The following table defines the default values for this retryer:
Property | Default |
---|---|
Max Number of Attempts |
3 |
Max Back Off Delay |
20 seconds |
When a retryable error occurs while invoking your request, the standard retryer will use its provided configuration to delay and subsequently retry the request. Retries add to the overall latency of your request, and you must configure retryer if the default configuration does not meet your application requirements.
See the
retry
NopRetryer
The
aws.NopRetryeraws.Retryer
implementation that is
provided if you wish to disable all retry attempts. When invoking
a service client operation, this retryer will only allow the
request to be attempted once, and any resulting error will be
returned to the calling application.
Customizing Behavior
The SDK provides a set of helper utilities that wrap an
aws.Retryer
implementation, and returns the
provided retryer wrapped with the desired retry behavior. You can
override the default retryer for all clients, per client, or per
operation depending on your applications requirements. To see
additional examples showing how to do this, see the
retry
Warning
If specifying a global
aws.Retryer
implementation using
config.WithRetryer
, you must ensure that you
return a new instance of the aws.Retryer
each
invocation. This will ensure that you won't create a global retry
token bucket across all service clients.
Limiting the max number of attempts
You use
retry.AddWithMaxAttemptsaws.Retryer
implementation to set
the max number attempts to your desired value. Setting max
attempts to zero will allow the SDK to retry all retryable
errors until the request succeeds, or a non-retryable error is
returned.
For example, you can the following code to wrap the standard client retryer with a maximum of five attempts:
import "context"
import "github.com/aws/aws-sdk-go-v2/aws/retry"

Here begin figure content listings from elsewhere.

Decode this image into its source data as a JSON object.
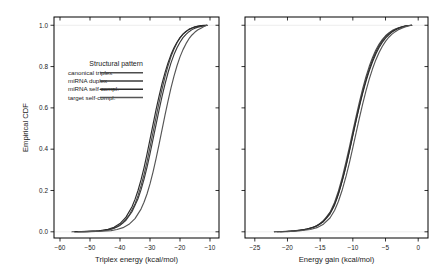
{
  "figure": {
    "background_color": "#ffffff",
    "frame_color": "#000000",
    "gridline_color": "#e8e8e8"
  },
  "legend": {
    "title": "Structural pattern",
    "position": "upper-left-inside-panel-1",
    "entries": [
      {
        "label": "canonical triplex",
        "color": "#4d4d4d"
      },
      {
        "label": "miRNA duplex",
        "color": "#3a3a3a"
      },
      {
        "label": "miRNA self-compl.",
        "color": "#2b2b2b"
      },
      {
        "label": "target self-compl.",
        "color": "#555555"
      }
    ]
  },
  "chart_data": [
    {
      "type": "line",
      "panel": "left",
      "title": "",
      "xlabel": "Triplex energy (kcal/mol)",
      "ylabel": "Empirical CDF",
      "xlim": [
        -62,
        -7
      ],
      "ylim": [
        -0.03,
        1.04
      ],
      "xticks": [
        -60,
        -50,
        -40,
        -30,
        -20,
        -10
      ],
      "xticklabels": [
        "−60",
        "−50",
        "−40",
        "−30",
        "−20",
        "−10"
      ],
      "yticks": [
        0.0,
        0.2,
        0.4,
        0.6,
        0.8,
        1.0
      ],
      "yticklabels": [
        "0.0",
        "0.2",
        "0.4",
        "0.6",
        "0.8",
        "1.0"
      ],
      "grid": false,
      "legend_position": "upper left",
      "series": [
        {
          "name": "canonical triplex",
          "color": "#4d4d4d",
          "x": [
            -56,
            -52,
            -48,
            -45,
            -43,
            -41,
            -39,
            -37,
            -35,
            -34,
            -33,
            -32,
            -31,
            -30,
            -29,
            -28,
            -27,
            -26,
            -25,
            -24,
            -23,
            -22,
            -21,
            -20,
            -19,
            -18,
            -17,
            -16,
            -15,
            -13,
            -11
          ],
          "y": [
            0.0,
            0.001,
            0.003,
            0.007,
            0.013,
            0.024,
            0.044,
            0.079,
            0.135,
            0.175,
            0.222,
            0.277,
            0.34,
            0.41,
            0.482,
            0.554,
            0.624,
            0.69,
            0.75,
            0.803,
            0.848,
            0.885,
            0.915,
            0.939,
            0.957,
            0.97,
            0.98,
            0.987,
            0.992,
            0.998,
            1.0
          ]
        },
        {
          "name": "miRNA duplex",
          "color": "#3a3a3a",
          "x": [
            -55,
            -51,
            -47,
            -44,
            -42,
            -40,
            -38,
            -36,
            -34,
            -33,
            -32,
            -31,
            -30,
            -29,
            -28,
            -27,
            -26,
            -25,
            -24,
            -23,
            -22,
            -21,
            -20,
            -19,
            -18,
            -17,
            -16,
            -15,
            -14,
            -12,
            -11
          ],
          "y": [
            0.0,
            0.001,
            0.004,
            0.009,
            0.017,
            0.031,
            0.056,
            0.097,
            0.16,
            0.203,
            0.254,
            0.312,
            0.377,
            0.447,
            0.518,
            0.588,
            0.654,
            0.715,
            0.77,
            0.818,
            0.858,
            0.891,
            0.918,
            0.94,
            0.956,
            0.969,
            0.979,
            0.986,
            0.991,
            0.997,
            1.0
          ]
        },
        {
          "name": "miRNA self-compl.",
          "color": "#2b2b2b",
          "x": [
            -55,
            -51,
            -47,
            -44,
            -42,
            -40,
            -38,
            -36,
            -35,
            -34,
            -33,
            -32,
            -31,
            -30,
            -29,
            -28,
            -27,
            -26,
            -25,
            -24,
            -23,
            -22,
            -21,
            -20,
            -19,
            -18,
            -17,
            -16,
            -15,
            -13,
            -11
          ],
          "y": [
            0.0,
            0.002,
            0.005,
            0.012,
            0.022,
            0.04,
            0.071,
            0.121,
            0.157,
            0.2,
            0.251,
            0.31,
            0.376,
            0.447,
            0.519,
            0.59,
            0.656,
            0.717,
            0.771,
            0.818,
            0.858,
            0.891,
            0.918,
            0.94,
            0.957,
            0.97,
            0.98,
            0.987,
            0.992,
            0.998,
            1.0
          ]
        },
        {
          "name": "target self-compl.",
          "color": "#555555",
          "x": [
            -54,
            -50,
            -46,
            -43,
            -41,
            -39,
            -37,
            -35,
            -33,
            -32,
            -31,
            -30,
            -29,
            -28,
            -27,
            -26,
            -25,
            -24,
            -23,
            -22,
            -21,
            -20,
            -19,
            -18,
            -17,
            -16,
            -15,
            -14,
            -13,
            -12,
            -11
          ],
          "y": [
            0.0,
            0.001,
            0.003,
            0.006,
            0.011,
            0.02,
            0.036,
            0.064,
            0.11,
            0.143,
            0.183,
            0.232,
            0.289,
            0.353,
            0.422,
            0.494,
            0.565,
            0.633,
            0.697,
            0.754,
            0.804,
            0.847,
            0.882,
            0.911,
            0.935,
            0.953,
            0.967,
            0.978,
            0.986,
            0.994,
            1.0
          ]
        }
      ]
    },
    {
      "type": "line",
      "panel": "right",
      "title": "",
      "xlabel": "Energy gain (kcal/mol)",
      "ylabel": "",
      "xlim": [
        -26.5,
        1.5
      ],
      "ylim": [
        -0.03,
        1.04
      ],
      "xticks": [
        -25,
        -20,
        -15,
        -10,
        -5,
        0
      ],
      "xticklabels": [
        "−25",
        "−20",
        "−15",
        "−10",
        "−5",
        "0"
      ],
      "yticks": [
        0.0,
        0.2,
        0.4,
        0.6,
        0.8,
        1.0
      ],
      "yticklabels": [
        "",
        "",
        "",
        "",
        "",
        ""
      ],
      "grid": false,
      "legend_position": "none",
      "series": [
        {
          "name": "canonical triplex",
          "color": "#4d4d4d",
          "x": [
            -22.0,
            -20.0,
            -18.0,
            -16.5,
            -15.5,
            -14.5,
            -13.5,
            -12.8,
            -12.2,
            -11.6,
            -11.0,
            -10.5,
            -10.0,
            -9.5,
            -9.0,
            -8.5,
            -8.0,
            -7.5,
            -7.0,
            -6.5,
            -6.0,
            -5.5,
            -5.0,
            -4.5,
            -4.0,
            -3.5,
            -3.0,
            -2.5,
            -2.0,
            -1.5,
            -1.0
          ],
          "y": [
            0.0,
            0.002,
            0.007,
            0.016,
            0.029,
            0.053,
            0.094,
            0.142,
            0.198,
            0.266,
            0.344,
            0.414,
            0.487,
            0.559,
            0.628,
            0.692,
            0.75,
            0.8,
            0.843,
            0.879,
            0.908,
            0.931,
            0.949,
            0.963,
            0.974,
            0.982,
            0.988,
            0.993,
            0.996,
            0.999,
            1.0
          ]
        },
        {
          "name": "miRNA duplex",
          "color": "#3a3a3a",
          "x": [
            -21.5,
            -19.5,
            -17.5,
            -16.0,
            -15.0,
            -14.0,
            -13.2,
            -12.5,
            -11.9,
            -11.3,
            -10.8,
            -10.3,
            -9.8,
            -9.3,
            -8.8,
            -8.3,
            -7.8,
            -7.3,
            -6.8,
            -6.3,
            -5.8,
            -5.3,
            -4.8,
            -4.3,
            -3.8,
            -3.3,
            -2.8,
            -2.3,
            -1.8,
            -1.4,
            -1.0
          ],
          "y": [
            0.0,
            0.003,
            0.01,
            0.022,
            0.039,
            0.07,
            0.107,
            0.157,
            0.217,
            0.287,
            0.354,
            0.425,
            0.498,
            0.569,
            0.637,
            0.7,
            0.757,
            0.806,
            0.848,
            0.883,
            0.911,
            0.934,
            0.951,
            0.965,
            0.975,
            0.983,
            0.989,
            0.993,
            0.997,
            0.999,
            1.0
          ]
        },
        {
          "name": "miRNA self-compl.",
          "color": "#2b2b2b",
          "x": [
            -21.0,
            -19.0,
            -17.0,
            -15.5,
            -14.5,
            -13.5,
            -12.8,
            -12.2,
            -11.6,
            -11.0,
            -10.5,
            -10.0,
            -9.5,
            -9.0,
            -8.5,
            -8.0,
            -7.5,
            -7.0,
            -6.5,
            -6.0,
            -5.5,
            -5.0,
            -4.5,
            -4.0,
            -3.5,
            -3.0,
            -2.5,
            -2.0,
            -1.6,
            -1.3,
            -1.0
          ],
          "y": [
            0.0,
            0.004,
            0.013,
            0.028,
            0.049,
            0.086,
            0.129,
            0.183,
            0.249,
            0.324,
            0.394,
            0.467,
            0.539,
            0.607,
            0.67,
            0.727,
            0.778,
            0.822,
            0.86,
            0.891,
            0.917,
            0.938,
            0.954,
            0.967,
            0.977,
            0.985,
            0.991,
            0.996,
            0.998,
            0.999,
            1.0
          ]
        },
        {
          "name": "target self-compl.",
          "color": "#555555",
          "x": [
            -22.0,
            -20.0,
            -18.0,
            -16.5,
            -15.5,
            -14.5,
            -13.5,
            -12.8,
            -12.2,
            -11.6,
            -11.0,
            -10.5,
            -10.0,
            -9.5,
            -9.0,
            -8.5,
            -8.0,
            -7.5,
            -7.0,
            -6.5,
            -6.0,
            -5.5,
            -5.0,
            -4.5,
            -4.0,
            -3.5,
            -3.0,
            -2.5,
            -2.0,
            -1.5,
            -1.0
          ],
          "y": [
            0.0,
            0.001,
            0.005,
            0.011,
            0.02,
            0.037,
            0.067,
            0.103,
            0.148,
            0.205,
            0.273,
            0.337,
            0.407,
            0.479,
            0.55,
            0.618,
            0.681,
            0.738,
            0.788,
            0.831,
            0.867,
            0.897,
            0.922,
            0.942,
            0.957,
            0.969,
            0.979,
            0.986,
            0.992,
            0.997,
            1.0
          ]
        }
      ]
    }
  ]
}
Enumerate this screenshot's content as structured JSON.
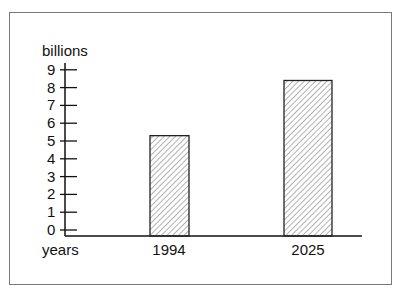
{
  "chart_data": {
    "type": "bar",
    "title": "",
    "ylabel": "billions",
    "xlabel": "years",
    "categories": [
      "1994",
      "2025"
    ],
    "values": [
      5.3,
      8.4
    ],
    "yticks": [
      "0",
      "1",
      "2",
      "3",
      "4",
      "5",
      "6",
      "7",
      "8",
      "9"
    ],
    "ylim": [
      0,
      9
    ],
    "grid": false,
    "legend": null,
    "bar_fill": "diagonal-hatch",
    "colors": {
      "bar_stroke": "#222222",
      "hatch": "#555555",
      "frame": "#7a7a7a"
    }
  }
}
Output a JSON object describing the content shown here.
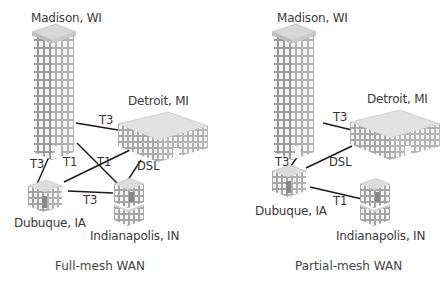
{
  "diagrams": [
    {
      "caption": "Full-mesh WAN",
      "sites": {
        "madison": "Madison, WI",
        "detroit": "Detroit, MI",
        "dubuque": "Dubuque, IA",
        "indianapolis": "Indianapolis, IN"
      },
      "links": [
        {
          "from": "madison",
          "to": "detroit",
          "type": "T3"
        },
        {
          "from": "madison",
          "to": "dubuque",
          "type": "T3"
        },
        {
          "from": "madison",
          "to": "indianapolis",
          "type": "T1"
        },
        {
          "from": "detroit",
          "to": "dubuque",
          "type": "T1"
        },
        {
          "from": "detroit",
          "to": "indianapolis",
          "type": "DSL"
        },
        {
          "from": "dubuque",
          "to": "indianapolis",
          "type": "T3"
        }
      ]
    },
    {
      "caption": "Partial-mesh WAN",
      "sites": {
        "madison": "Madison, WI",
        "detroit": "Detroit, MI",
        "dubuque": "Dubuque, IA",
        "indianapolis": "Indianapolis, IN"
      },
      "links": [
        {
          "from": "madison",
          "to": "detroit",
          "type": "T3"
        },
        {
          "from": "madison",
          "to": "dubuque",
          "type": "T3"
        },
        {
          "from": "dubuque",
          "to": "detroit",
          "type": "DSL"
        },
        {
          "from": "dubuque",
          "to": "indianapolis",
          "type": "T1"
        }
      ]
    }
  ],
  "icons": {
    "madison": "skyscraper-icon",
    "detroit": "office-building-icon",
    "dubuque": "small-building-icon",
    "indianapolis": "small-building-icon"
  }
}
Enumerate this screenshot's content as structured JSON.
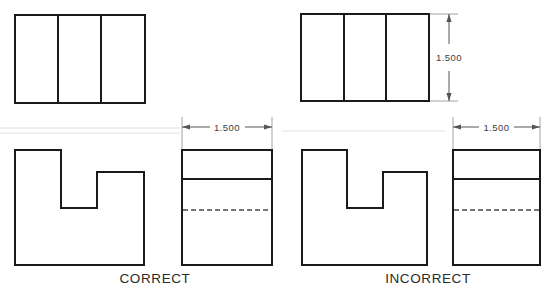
{
  "figure": {
    "background_color": "#ffffff",
    "line_color": "#1a1a1a",
    "hidden_line_color": "#4a4a4a",
    "dimension_color": "#555555"
  },
  "captions": {
    "correct": "CORRECT",
    "incorrect": "INCORRECT"
  },
  "dimensions": {
    "top_right_vertical": {
      "value": "1.500",
      "orientation": "vertical"
    },
    "middle_horizontal": {
      "value": "1.500",
      "orientation": "horizontal"
    },
    "right_horizontal": {
      "value": "1.500",
      "orientation": "horizontal"
    }
  },
  "views": {
    "top_left": {
      "label": "top-view-correct",
      "panels": 3
    },
    "top_right": {
      "label": "top-view-incorrect",
      "panels": 3
    },
    "front_left": {
      "label": "front-view-correct-notched-profile"
    },
    "front_right": {
      "label": "front-view-incorrect-notched-profile"
    },
    "side_left": {
      "label": "side-view-correct",
      "visible_line": true,
      "hidden_line": true
    },
    "side_right": {
      "label": "side-view-incorrect",
      "visible_line": true,
      "hidden_line": true
    }
  }
}
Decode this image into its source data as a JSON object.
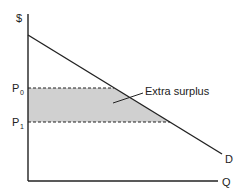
{
  "diagram": {
    "type": "demand-surplus",
    "y_axis_label": "$",
    "x_axis_label": "Q",
    "curve_label": "D",
    "price_labels": [
      {
        "base": "P",
        "sub": "0"
      },
      {
        "base": "P",
        "sub": "1"
      }
    ],
    "annotation": "Extra surplus",
    "colors": {
      "line": "#222222",
      "shade": "#c8c8c8"
    }
  }
}
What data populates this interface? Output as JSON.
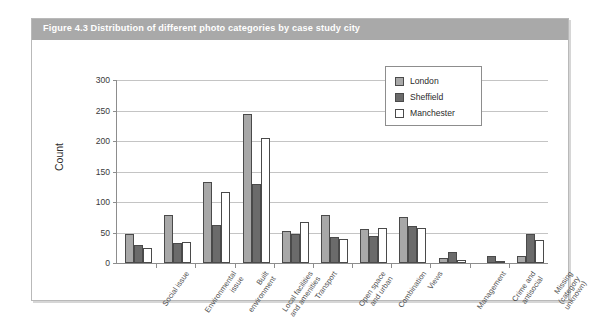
{
  "figure": {
    "caption": "Figure 4.3  Distribution of different photo categories by case study city"
  },
  "chart_data": {
    "type": "bar",
    "title": "Distribution of different photo categories by case study city",
    "xlabel": "",
    "ylabel": "Count",
    "ylim": [
      0,
      300
    ],
    "yticks": [
      "0",
      "50",
      "100",
      "150",
      "200",
      "250",
      "300"
    ],
    "grid": true,
    "legend_position": "top-right",
    "categories": [
      "Social issue",
      "Environmental\nissue",
      "Built\nenvironment",
      "Local facilities\nand amenities",
      "Transport",
      "Open space\nand urban",
      "Combination",
      "Views",
      "Management",
      "Crime and\nantisocial",
      "Missing\n(category\nunknown)"
    ],
    "series": [
      {
        "name": "London",
        "color": "#a8a8a8",
        "values": [
          47,
          78,
          133,
          245,
          52,
          78,
          55,
          75,
          8,
          0,
          12
        ]
      },
      {
        "name": "Sheffield",
        "color": "#6b6b6b",
        "values": [
          30,
          32,
          62,
          130,
          48,
          42,
          45,
          60,
          18,
          11,
          48
        ]
      },
      {
        "name": "Manchester",
        "color": "#ffffff",
        "values": [
          25,
          35,
          117,
          205,
          68,
          40,
          57,
          58,
          5,
          3,
          37
        ]
      }
    ]
  }
}
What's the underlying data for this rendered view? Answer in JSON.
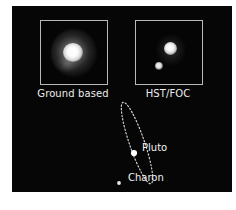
{
  "figure": {
    "background_color": "#060606",
    "page_background_color": "#ffffff",
    "panel_border_color": "#b9b9b9",
    "text_color": "#ececec"
  },
  "panels": [
    {
      "id": "ground-based",
      "caption": "Ground based",
      "description": "unresolved fuzzy blob of Pluto-Charon"
    },
    {
      "id": "hst-foc",
      "caption": "HST/FOC",
      "description": "two resolved point sources"
    }
  ],
  "orbit_diagram": {
    "bodies": [
      {
        "name": "Pluto",
        "label": "Pluto",
        "marker": "bright-dot"
      },
      {
        "name": "Charon",
        "label": "Charon",
        "marker": "small-dot"
      }
    ],
    "path_style": "dotted-ellipse",
    "path_color": "#d0d0d0"
  }
}
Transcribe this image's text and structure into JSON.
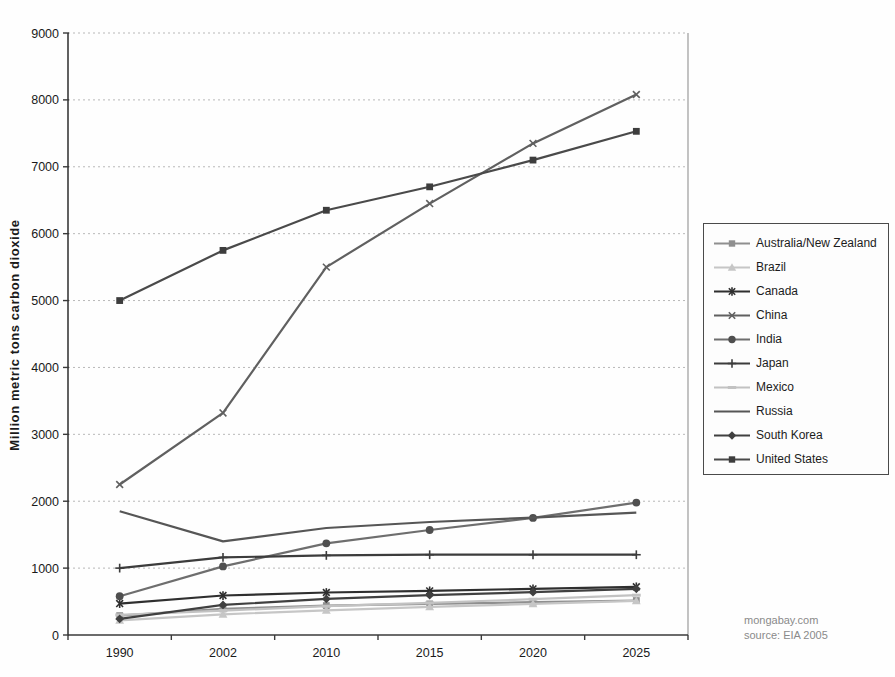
{
  "page": {
    "background": "#fefefe"
  },
  "watermark": {
    "line1": "mongabay.com",
    "line2": "source: EIA 2005"
  },
  "colors": {
    "grid": "#b8b8b8",
    "axis": "#3a3a3a",
    "plot_border": "#9a9a9a",
    "tick_text": "#1a1a1a",
    "legend_border": "#4a4a4a",
    "watermark_text": "#8a8a8a"
  },
  "chart_data": {
    "type": "line",
    "title": "",
    "xlabel": "",
    "ylabel": "Million metric tons carbon dioxide",
    "categories": [
      "1990",
      "2002",
      "2010",
      "2015",
      "2020",
      "2025"
    ],
    "ylim": [
      0,
      9000
    ],
    "ytick_step": 1000,
    "grid": "horizontal dotted",
    "legend_position": "right",
    "units": "million metric tons CO2",
    "series": [
      {
        "name": "Australia/New Zealand",
        "marker": "square",
        "color": "#8f8f8f",
        "values": [
          290,
          390,
          440,
          465,
          490,
          515
        ]
      },
      {
        "name": "Brazil",
        "marker": "triangle",
        "color": "#c6c6c6",
        "values": [
          220,
          310,
          370,
          420,
          465,
          510
        ]
      },
      {
        "name": "Canada",
        "marker": "star",
        "color": "#2f2f2f",
        "values": [
          470,
          590,
          635,
          660,
          690,
          720
        ]
      },
      {
        "name": "China",
        "marker": "x",
        "color": "#606060",
        "values": [
          2250,
          3320,
          5500,
          6450,
          7350,
          8080
        ]
      },
      {
        "name": "India",
        "marker": "circle",
        "color": "#6e6e6e",
        "marker_color": "#4f4f4f",
        "values": [
          580,
          1025,
          1370,
          1570,
          1750,
          1980
        ]
      },
      {
        "name": "Japan",
        "marker": "plus",
        "color": "#3c3c3c",
        "values": [
          1000,
          1160,
          1190,
          1200,
          1200,
          1200
        ]
      },
      {
        "name": "Mexico",
        "marker": "dash",
        "color": "#c2c2c2",
        "values": [
          300,
          365,
          430,
          480,
          535,
          595
        ]
      },
      {
        "name": "Russia",
        "marker": "none",
        "color": "#565656",
        "values": [
          1850,
          1400,
          1600,
          1690,
          1755,
          1830
        ]
      },
      {
        "name": "South Korea",
        "marker": "diamond",
        "color": "#404040",
        "values": [
          240,
          450,
          540,
          595,
          640,
          690
        ]
      },
      {
        "name": "United States",
        "marker": "square",
        "color": "#4a4a4a",
        "marker_color": "#3d3d3d",
        "values": [
          5000,
          5750,
          6350,
          6700,
          7100,
          7530
        ]
      }
    ]
  }
}
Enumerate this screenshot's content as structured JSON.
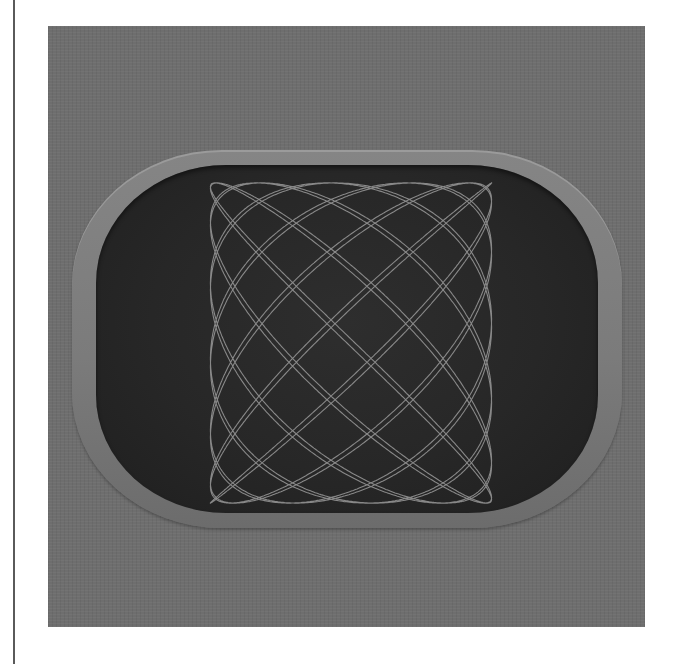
{
  "figure": {
    "colors": {
      "page_background": "#ffffff",
      "frame_background": "#6e6e6e",
      "bezel": "#7f7f7f",
      "screen": "#262626",
      "trace": "#9a9a9a",
      "left_rule": "#5a5a5a"
    },
    "lissajous": {
      "freq_x": 13,
      "freq_y": 11,
      "phase": 0.6,
      "amplitude_x": 0.56,
      "amplitude_y": 0.92
    }
  }
}
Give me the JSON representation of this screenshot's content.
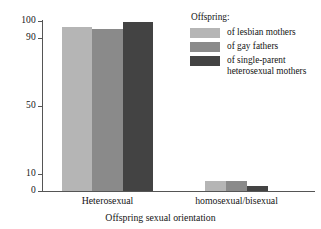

import "github.com/aws/aws-sdk-go-v2/config"
import "github.com/aws/aws-sdk-go-v2/service/s3"
// ...
cfg, err := config.LoadDefaultConfig(context.TODO(), config.WithRetryer(func() aws.Retryer {
return retry.AddWithMaxAttempts(retry.NewStandard(), 5)
}))
if err != nil {
return err
}
client := s3.NewFromConfig(cfg)
Limiting the max back off delay
You use
retry.AddWithMaxBackoffDelayaws.Retryer
implementation and
limit the max back off delay that is allowed to occur between
retrying a failed request.
For example, you can the following code to wrap the standard client retryer with a desired max delay of five seconds:
import "context"
import "time"
import "github.com/aws/aws-sdk-go-v2/aws/retry"
import "github.com/aws/aws-sdk-go-v2/config"
import "github.com/aws/aws-sdk-go-v2/service/s3"
// ...
cfg, err := config.LoadDefaultConfig(context.TODO(), config.WithRetryer(func() aws.Retryer {
return retry.AddWithMaxBackoffDelay(retry.NewStandard(), time.Second*5)
}))
if err != nil {
return err
}
client := s3.NewFromConfig(cfg)
Retry additional API error codes
You use
retry.AddWithErrorCodesaws.Retryer
implementation and
include additional API error codes that should be considered
retryable.
For example, you can the following code to wrap the standard
client retryer to include the Amazon S3
NoSuchBucketException
exception as retryable.
import "context"
import "time"
import "github.com/aws/aws-sdk-go-v2/aws/retry"
import "github.com/aws/aws-sdk-go-v2/config"
import "github.com/aws/aws-sdk-go-v2/service/s3"
import "github.com/aws/aws-sdk-go-v2/service/s3/types"
// ...
cfg, err := config.LoadDefaultConfig(context.TODO(), config.WithRetryer(func() aws.Retryer {
return retry.AddWithErrorCodes(retry.NewStandard(), (*types.NoSuchBucketException)(nil).ErrorCode())
}))
if err != nil {
return err
}
client := s3.NewFromConfig(cfg)
Client-side rate limiting
The AWS SDK for Go introduces a new client-side
rate-limiting mechanism in the standard retry policy to align
with the behavior of modern SDKs. This is behavior is controlled
by the
RateLimiter
A RateLimiter operates as a token bucket with a set capacity,
where operation attempt failures consume tokens. A retry that
attempts to consume more tokens than what's available results in
operation failure with a
QuotaExceededError
The default implementation is parameterized as follows (how to modify each setting):
-
a capacity of 500 (set the value of RateLimiter on StandardOptions using NewTokenRateLimit
) -
a retry caused by a timeout costs 10 tokens (set RetryTimeoutCost on StandardOptions)
-
a retry caused by other errors costs 5 tokens (set RetryCost on StandardOptions)
-
an operation that succeeds on the 1st attempt adds 1 token (set NoRetryIncrement on StandardOptions)
-
operations that succeed on the 2nd or later attempt do not add back any tokens
-
If you find that the default behavior does not fit your
application's needs, you can disable it with
ratelimit.None
Example: modified rate limiter
import (
"context"
"github.com/aws/aws-sdk-go-v2/aws"
"github.com/aws/aws-sdk-go-v2/aws/ratelimit"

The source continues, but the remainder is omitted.